> **Directions for this task**:
Would you output all the entries below without altering a word?

Collected data
*-*-*

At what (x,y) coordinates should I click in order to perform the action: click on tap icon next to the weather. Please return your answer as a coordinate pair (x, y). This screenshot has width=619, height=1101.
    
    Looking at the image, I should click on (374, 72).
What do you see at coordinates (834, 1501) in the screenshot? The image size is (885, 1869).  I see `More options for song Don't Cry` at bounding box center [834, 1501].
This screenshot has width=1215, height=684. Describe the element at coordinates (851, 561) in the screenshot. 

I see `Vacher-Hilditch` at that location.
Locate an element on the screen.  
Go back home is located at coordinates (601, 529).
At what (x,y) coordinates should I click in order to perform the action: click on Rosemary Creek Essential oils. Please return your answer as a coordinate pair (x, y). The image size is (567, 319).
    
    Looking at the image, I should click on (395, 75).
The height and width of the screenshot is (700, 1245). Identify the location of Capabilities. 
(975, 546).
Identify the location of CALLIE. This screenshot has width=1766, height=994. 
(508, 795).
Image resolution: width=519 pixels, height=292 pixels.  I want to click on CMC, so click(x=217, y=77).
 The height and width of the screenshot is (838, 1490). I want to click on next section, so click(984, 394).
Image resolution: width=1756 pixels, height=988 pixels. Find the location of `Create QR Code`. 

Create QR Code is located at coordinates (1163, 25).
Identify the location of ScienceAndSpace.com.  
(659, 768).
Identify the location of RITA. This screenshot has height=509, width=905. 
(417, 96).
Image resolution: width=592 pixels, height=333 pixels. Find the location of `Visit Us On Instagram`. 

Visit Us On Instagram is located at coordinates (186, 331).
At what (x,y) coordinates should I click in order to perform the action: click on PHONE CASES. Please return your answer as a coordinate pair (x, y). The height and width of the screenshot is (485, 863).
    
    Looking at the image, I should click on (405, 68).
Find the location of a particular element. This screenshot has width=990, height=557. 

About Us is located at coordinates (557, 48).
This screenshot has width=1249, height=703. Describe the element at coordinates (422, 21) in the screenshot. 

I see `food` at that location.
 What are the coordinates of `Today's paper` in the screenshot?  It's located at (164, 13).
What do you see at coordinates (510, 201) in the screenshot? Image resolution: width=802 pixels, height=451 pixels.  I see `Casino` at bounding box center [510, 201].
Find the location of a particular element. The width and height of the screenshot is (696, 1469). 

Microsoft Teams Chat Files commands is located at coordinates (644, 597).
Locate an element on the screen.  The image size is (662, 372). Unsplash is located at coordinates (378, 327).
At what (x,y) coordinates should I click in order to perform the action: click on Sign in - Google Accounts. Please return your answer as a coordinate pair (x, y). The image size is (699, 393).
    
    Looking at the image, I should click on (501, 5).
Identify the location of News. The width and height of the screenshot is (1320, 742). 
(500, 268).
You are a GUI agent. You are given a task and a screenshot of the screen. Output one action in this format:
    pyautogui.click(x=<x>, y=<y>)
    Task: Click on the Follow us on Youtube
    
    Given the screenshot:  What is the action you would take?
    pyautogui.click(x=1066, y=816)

*-*-*

> **Solved exercise**:
At what (x,y) coordinates should I click in order to perform the action: click on tap icon next to the weather. Please return your answer as a coordinate pair (x, y). This screenshot has width=619, height=1101.
    
    Looking at the image, I should click on (374, 72).
What do you see at coordinates (834, 1501) in the screenshot? The image size is (885, 1869).  I see `More options for song Don't Cry` at bounding box center [834, 1501].
This screenshot has width=1215, height=684. Describe the element at coordinates (851, 561) in the screenshot. 

I see `Vacher-Hilditch` at that location.
Locate an element on the screen.  
Go back home is located at coordinates (601, 529).
At what (x,y) coordinates should I click in order to perform the action: click on Rosemary Creek Essential oils. Please return your answer as a coordinate pair (x, y). The image size is (567, 319).
    
    Looking at the image, I should click on (395, 75).
The height and width of the screenshot is (700, 1245). Identify the location of Capabilities. 
(975, 546).
Identify the location of CALLIE. This screenshot has width=1766, height=994. 
(508, 795).
Image resolution: width=519 pixels, height=292 pixels.  I want to click on CMC, so click(x=217, y=77).
 The height and width of the screenshot is (838, 1490). I want to click on next section, so click(984, 394).
Image resolution: width=1756 pixels, height=988 pixels. Find the location of `Create QR Code`. 

Create QR Code is located at coordinates (1163, 25).
Identify the location of ScienceAndSpace.com.  
(659, 768).
Identify the location of RITA. This screenshot has height=509, width=905. 
(417, 96).
Image resolution: width=592 pixels, height=333 pixels. Find the location of `Visit Us On Instagram`. 

Visit Us On Instagram is located at coordinates (186, 331).
At what (x,y) coordinates should I click in order to perform the action: click on PHONE CASES. Please return your answer as a coordinate pair (x, y). The height and width of the screenshot is (485, 863).
    
    Looking at the image, I should click on (405, 68).
Find the location of a particular element. This screenshot has width=990, height=557. 

About Us is located at coordinates (557, 48).
This screenshot has width=1249, height=703. Describe the element at coordinates (422, 21) in the screenshot. 

I see `food` at that location.
 What are the coordinates of `Today's paper` in the screenshot?  It's located at (164, 13).
What do you see at coordinates (510, 201) in the screenshot? Image resolution: width=802 pixels, height=451 pixels.  I see `Casino` at bounding box center [510, 201].
Find the location of a particular element. The width and height of the screenshot is (696, 1469). 

Microsoft Teams Chat Files commands is located at coordinates (644, 597).
Locate an element on the screen.  The image size is (662, 372). Unsplash is located at coordinates (378, 327).
At what (x,y) coordinates should I click in order to perform the action: click on Sign in - Google Accounts. Please return your answer as a coordinate pair (x, y). The image size is (699, 393).
    
    Looking at the image, I should click on (501, 5).
Identify the location of News. The width and height of the screenshot is (1320, 742). 
(500, 268).
You are a GUI agent. You are given a task and a screenshot of the screen. Output one action in this format:
    pyautogui.click(x=<x>, y=<y>)
    Task: Click on the Follow us on Youtube
    
    Given the screenshot:  What is the action you would take?
    pyautogui.click(x=1066, y=816)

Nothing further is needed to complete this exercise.